January 13, 2016

The Life to Come

People make New Year’s resolutions to diet and get in shape for various reasons. When we were younger we strived to get to that perceived perfect size body, but as we age many of us simply want to keep up our strength so we can avoid going into a nursing home. Thank goodness dieting and exercise are temporal and someday they will end. Paul tells Timothy, “For physical training is of some value, but godliness has value for all things, holding promise for both the present life and the life to come” (1 Tim 4:8 NIV).

1 comment:

Steve Corey said...

Gail;

-----Dieting and exercise are expressions of discipline, of which godliness is also an expression. Discipline is an expression of obedience made in the presence of imperfection. This present life is the place of imperfection. Obedience within the place of total perfection is a void concept. All things right and proper happen naturally where there is total perfection, otherwise the most fundamental property of the perfect place would be imperfect, which then would nullify the totality of that place’s perfection. So it is meaningless to speak of obedience in the perfect life to come, for everything there will happen in total congruity with God’s pleasure, that is, everything happening there will produce only good effects of actual benefit. No other possibility will exist. That’s what this place of degradation, sin, and death was created to effect, the elimination of the possibility of sin from even existing by God’s acting upon the will of His creatures for Him to do so, their having witnessed its disastrous results in the light of God’s immense benevolence (salvation by grace.) So neither discipline nor obedience will have any substantive meaning in the life to come for everything there will be benevolent naturally.
-----In this life, godliness is produced by discipline and obedience. In the life to come, godliness will just be. The value godliness has for all things is that, by its nature, every effect of godliness is beneficial only. There can’t be much perfect godliness in this life, for the effects of even the smallest actions usually reach far beyond our abilities to control or even perceive. Perfect godliness means the entire butterfly effect of even the simplest action is beneficial only. The butterfly effect in this place of imperfection can not happen totally beneficial, because here everything is in conflicting competition. It was critically beneficial for the frog to eat; it was highly detrimental for the fly that the frog did eat. So what value can godliness in this life have upon the life to come?
-----”Now if any one builds on the foundation with gold, silver, precious stones, wood, hay, straw—each man’s work will become manifest; for the Day will disclose it, because it will be revealed with fire, and the fire will test what sort of work each one has done. If the work which any man has built on the foundation survives, he will receive a reward.” (I Cor 3:12-14) No man will get into the life to come having been rewarded by the survival of all his works except for Christ, since we are all His work. The rest of us get there with only some reward, because all our godliness is either detrimentally beneficial or beneficially detrimental, I suppose which one depends on either degree, perspective, or some combination of both. But the real value for the next life godliness has in this life is its aim rather than its score upon any target. The aim of our expressions is the product of our spirits made alive; the score on the target is merely our physical ability (or inability) to express accurately.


Work to complete
In the data that follows, how many lines contain the word "Jumping"? Give only that number.

Material provided
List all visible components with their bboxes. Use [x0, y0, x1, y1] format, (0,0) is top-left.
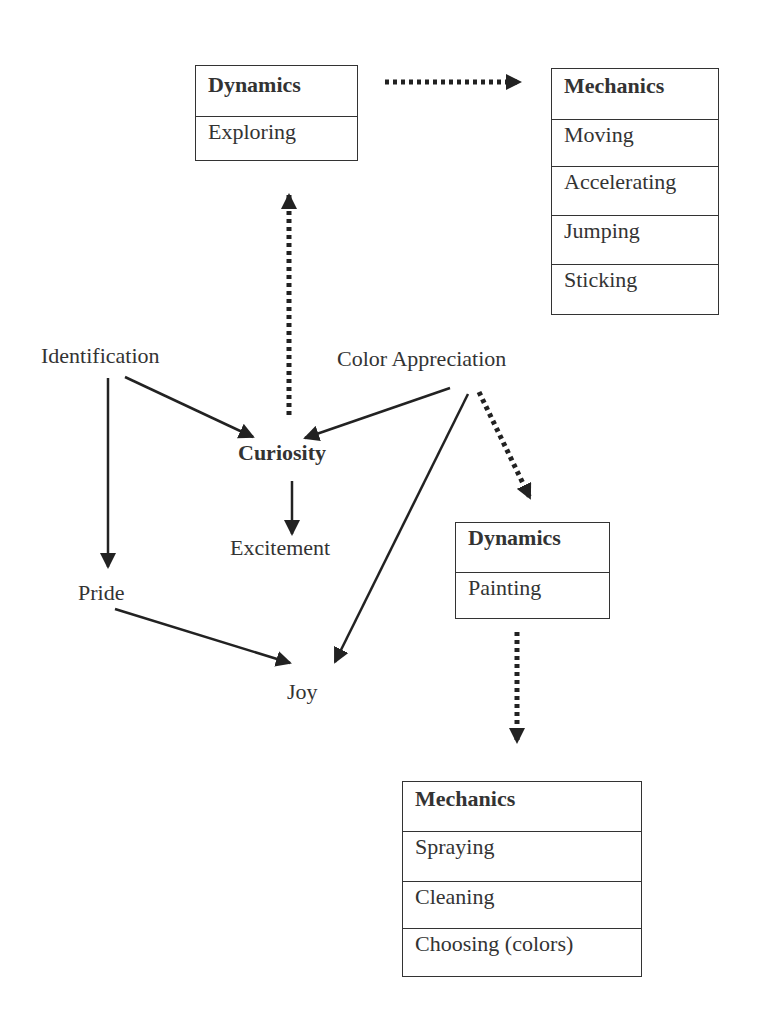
box-header: Mechanics — [552, 69, 718, 119]
node-identification: Identification — [41, 343, 160, 369]
edge-colorapp-to-joy — [335, 394, 468, 662]
node-joy: Joy — [287, 679, 318, 705]
box-item: Spraying — [403, 831, 641, 881]
node-excitement: Excitement — [230, 535, 330, 561]
node-color-appreciation: Color Appreciation — [337, 346, 506, 372]
box-item: Accelerating — [552, 166, 718, 215]
edge-colorapp-to-curiosity — [305, 388, 450, 438]
box-header: Dynamics — [196, 66, 357, 116]
box-item: Sticking — [552, 264, 718, 313]
box-item: Choosing (colors) — [403, 928, 641, 975]
node-pride: Pride — [78, 580, 124, 606]
box-item: Painting — [456, 572, 609, 617]
box-item: Cleaning — [403, 881, 641, 928]
mechanics-bottom-box: Mechanics Spraying Cleaning Choosing (co… — [402, 781, 642, 977]
box-item: Moving — [552, 119, 718, 166]
box-header: Mechanics — [403, 782, 641, 831]
mechanics-top-box: Mechanics Moving Accelerating Jumping St… — [551, 68, 719, 315]
dynamics-exploring-box: Dynamics Exploring — [195, 65, 358, 161]
edge-identification-to-curiosity — [125, 377, 253, 437]
dynamics-painting-box: Dynamics Painting — [455, 522, 610, 619]
edge-colorapp-to-painting — [479, 392, 530, 498]
box-header: Dynamics — [456, 523, 609, 572]
node-curiosity: Curiosity — [238, 440, 326, 466]
box-item: Jumping — [552, 215, 718, 264]
box-item: Exploring — [196, 116, 357, 160]
edge-pride-to-joy — [115, 609, 290, 663]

Solution
2